Fig. 1 Diagrams like this one give the false impression that a low-yield earth penetrating nuclear weapon would "limit collateral damage" and therefore be relatively safe to use. In fact, because of the large amount of radioactive dirt thrown out in the explosion, the hypothetical 5-kiloton weapon discussed in the accompanying article would produce a large area of lethal fallout. (Philadelphia Inquirer/ Cynthia Greer, 16 October 2000.)

Despite the global sense of relief and hope that the nuclear arms race ended with the Cold War, an increasingly vocal group of politicians, military officials and leaders of America's nuclear weapon laboratories are urging the US to develop a new generation of precision low-yield nuclear weapons. Rather than deterring warfare with another nuclear power, however, they suggest these weapons could be used in conventional conflicts with third-world nations.

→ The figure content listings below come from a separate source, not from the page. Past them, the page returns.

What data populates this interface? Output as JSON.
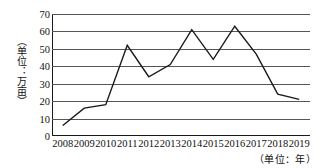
{
  "chart_data": {
    "type": "line",
    "title": "",
    "subtitle": "",
    "xlabel": "（单位：年）",
    "ylabel": "（单位：万亩）",
    "categories": [
      "2008",
      "2009",
      "2010",
      "2011",
      "2012",
      "2013",
      "2014",
      "2015",
      "2016",
      "2017",
      "2018",
      "2019"
    ],
    "values": [
      6,
      16,
      18,
      52,
      34,
      41,
      61,
      44,
      63,
      47,
      24,
      21
    ],
    "series": [
      {
        "name": "面积",
        "values": [
          6,
          16,
          18,
          52,
          34,
          41,
          61,
          44,
          63,
          47,
          24,
          21
        ]
      }
    ],
    "xlim": [
      "2008",
      "2019"
    ],
    "ylim": [
      0,
      70
    ],
    "ytick_values": [
      0,
      10,
      20,
      30,
      40,
      50,
      60,
      70
    ],
    "ytick_labels": [
      "0",
      "10",
      "20",
      "30",
      "40",
      "50",
      "60",
      "70"
    ],
    "xtick_labels": [
      "2008",
      "2009",
      "2010",
      "2011",
      "2012",
      "2013",
      "2014",
      "2015",
      "2016",
      "2017",
      "2018",
      "2019"
    ],
    "grid": true,
    "grid_axis": "y",
    "legend": false,
    "legend_position": "none",
    "annotations": [],
    "line_color": "#1a1a1a",
    "line_width": 1.4,
    "markers": false,
    "background_color": "#ffffff",
    "axis_color": "#1a1a1a",
    "gridline_color": "#555555"
  }
}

Critics argue that adding low-yield warheads to the world's nuclear inventory simply makes their eventual use more likely. In fact, a 1994 law currently prohibits the nuclear laboratories from undertaking research and development that could lead to a precision nuclear weapon of less than 5 kilotons (KT), because "low-yield nuclear weapons blur the distinction between nuclear and conventional war." Last year, Senate Republicans John Warner (R-VA) and Wayne Allard (R-CO) buried a small provision in the 2001 Defense Authorization Bill that would have overturned these earlier restrictions. Although the language in the final Act was watered down, the Energy and Defense Departments are still required to undertake a study of low-yield nuclear weapons that could penetrate deep into the earth before detonating so as to "threaten hard and deeply buried targets." Legislation for long-term research and actual development of low-yield nuclear weapons will almost certainly be proposed again in the current session of Congress.

Senators Warner and Allard imagine these nuclear weapons could be used in small-scale conventional conflicts against rogue dictators, while leaving most of the civilian population untouched. As one anonymous former Pentagon official put it to the Washington Post last spring, "What's needed now is something that can threaten a bunker tunneled under 300 meters of granite without killing the surrounding civilian population."

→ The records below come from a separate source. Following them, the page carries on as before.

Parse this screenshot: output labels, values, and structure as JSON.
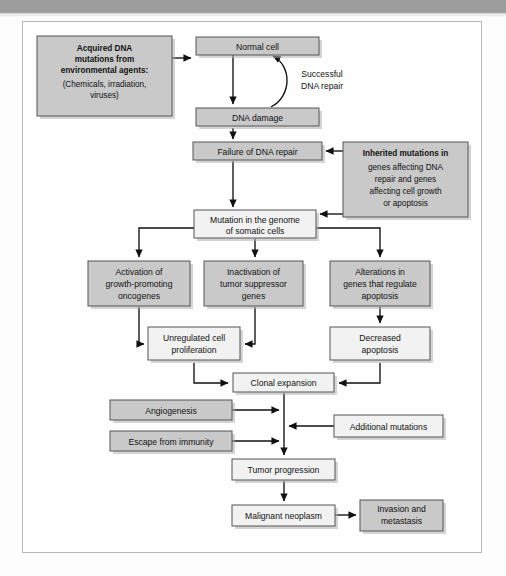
{
  "page": {
    "frame_border_color": "#b9b9b9",
    "top_bar_color": "#9d9d9d"
  },
  "style": {
    "shaded_fill": "#c9c9c9",
    "light_fill": "#f2f2f2",
    "box_stroke": "#555555",
    "arrow_color": "#111111"
  },
  "nodes": {
    "acquired_mutations": {
      "lines_bold": [
        "Acquired DNA",
        "mutations from",
        "environmental agents:"
      ],
      "lines_plain": [
        "(Chemicals, irradiation,",
        "viruses)"
      ]
    },
    "normal_cell": {
      "label": "Normal cell"
    },
    "dna_damage": {
      "label": "DNA damage"
    },
    "failure_repair": {
      "label": "Failure of DNA repair"
    },
    "inherited_mutations": {
      "lines_bold": [
        "Inherited mutations in"
      ],
      "lines_plain": [
        "genes affecting DNA",
        "repair and genes",
        "affecting cell growth",
        "or apoptosis"
      ]
    },
    "mutation_genome": {
      "lines": [
        "Mutation in the genome",
        "of somatic cells"
      ]
    },
    "activation_oncogenes": {
      "lines": [
        "Activation of",
        "growth-promoting",
        "oncogenes"
      ]
    },
    "inactivation_tumor_suppressor": {
      "lines": [
        "Inactivation of",
        "tumor suppressor",
        "genes"
      ]
    },
    "alterations_apoptosis": {
      "lines": [
        "Alterations in",
        "genes that regulate",
        "apoptosis"
      ]
    },
    "unregulated_proliferation": {
      "lines": [
        "Unregulated cell",
        "proliferation"
      ]
    },
    "decreased_apoptosis": {
      "lines": [
        "Decreased",
        "apoptosis"
      ]
    },
    "clonal_expansion": {
      "label": "Clonal expansion"
    },
    "angiogenesis": {
      "label": "Angiogenesis"
    },
    "escape_immunity": {
      "label": "Escape from immunity"
    },
    "additional_mutations": {
      "label": "Additional mutations"
    },
    "tumor_progression": {
      "label": "Tumor progression"
    },
    "malignant_neoplasm": {
      "label": "Malignant neoplasm"
    },
    "invasion_metastasis": {
      "lines": [
        "Invasion and",
        "metastasis"
      ]
    }
  },
  "edge_labels": {
    "successful_repair": {
      "lines": [
        "Successful",
        "DNA repair"
      ]
    }
  }
}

Statements like these promote the illusion that nuclear weapons could be used in ways which minimize their "collateral damage," making them acceptable tools to be used like conventional weapons.



Fig. 4 The 100 KT Sedan nuclear explosion, one of the Plowshares excavation tests, was buried at a depth of 635 feet. The main cloud and base surge are typical of shallow-buried nuclear explosions. The cloud is highly contaminated with radioactive dust particles and produces an intense local fallout.